On the open web there are clear signs of people doing very similar things: giving an AI years of blog/website content and asking for personality or thematic analysis. Some examples include:
- A LinkedIn post: “I told AI to read my blog, here’s what it said,” where the author has the model analyze their voice and content over time.
- A Japanese blogger on note.com who “had an AI read my blog and perform a self‑analysis.”
- Ed Harrison: “I Asked an AI to Read My Old Blog So You Don’t Have To,” describing handing 15 years of writing to an AI and reporting what came back.
- A data‑oriented piece where someone scraped their site, fed it to an LLM via API, and did summarization/topic‑modelling of all posts.
- Technical posts about summarizing old, personal blogs using local Llama models.
Those are all close cousins of what you’ve been doing with Claude, Perplexity, Gemini and your ~25‑year archive.

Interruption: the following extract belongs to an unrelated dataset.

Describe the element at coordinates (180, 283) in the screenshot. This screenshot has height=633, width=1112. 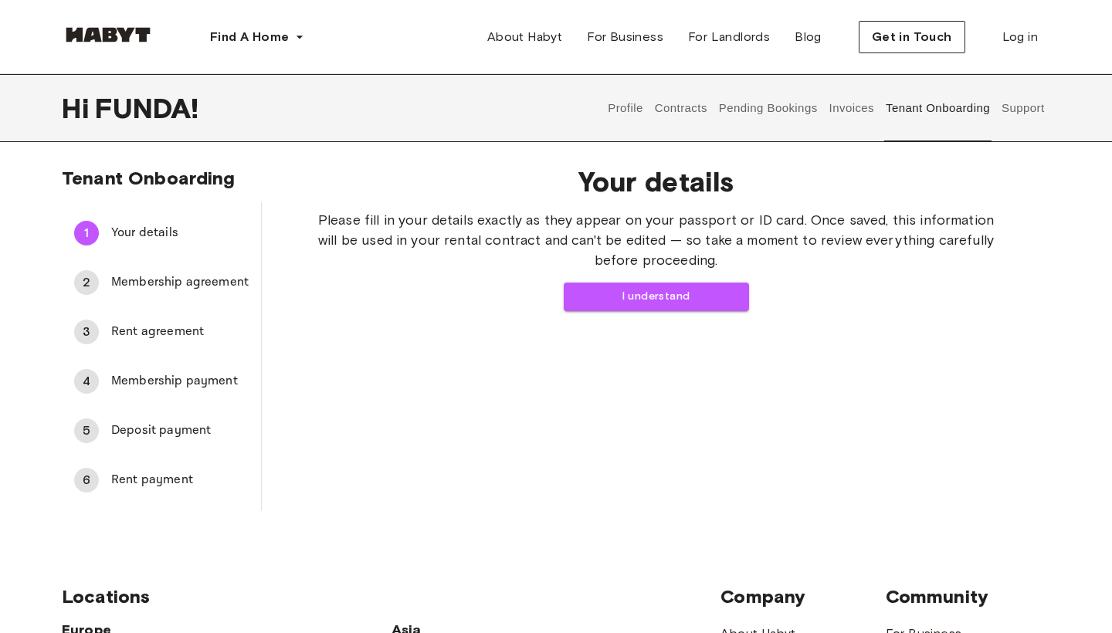
I see `span: Membership agreement` at that location.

Your project’s particular flavor
What you’ve done is unusually thorough and multi‑agent: you exported the entire smays.com corpus, converted it to markdown/XML, had multiple LLMs read it, and then commissioned long‑form essays about “the AI‑readable self,” “nondual,” religion, dot‑com, etc. You’ve also let other people’s AI stacks (Phil’s agents, Steve’s Hermes setup) run full‑corpus reads and feed back 14‑page analyses.
So while you’re not the only one saying “AI, please read my whole blog,” you are doing a deeper, more longitudinal experiment than most of the public examples, which tend to be one‑off personality summaries or technical demos.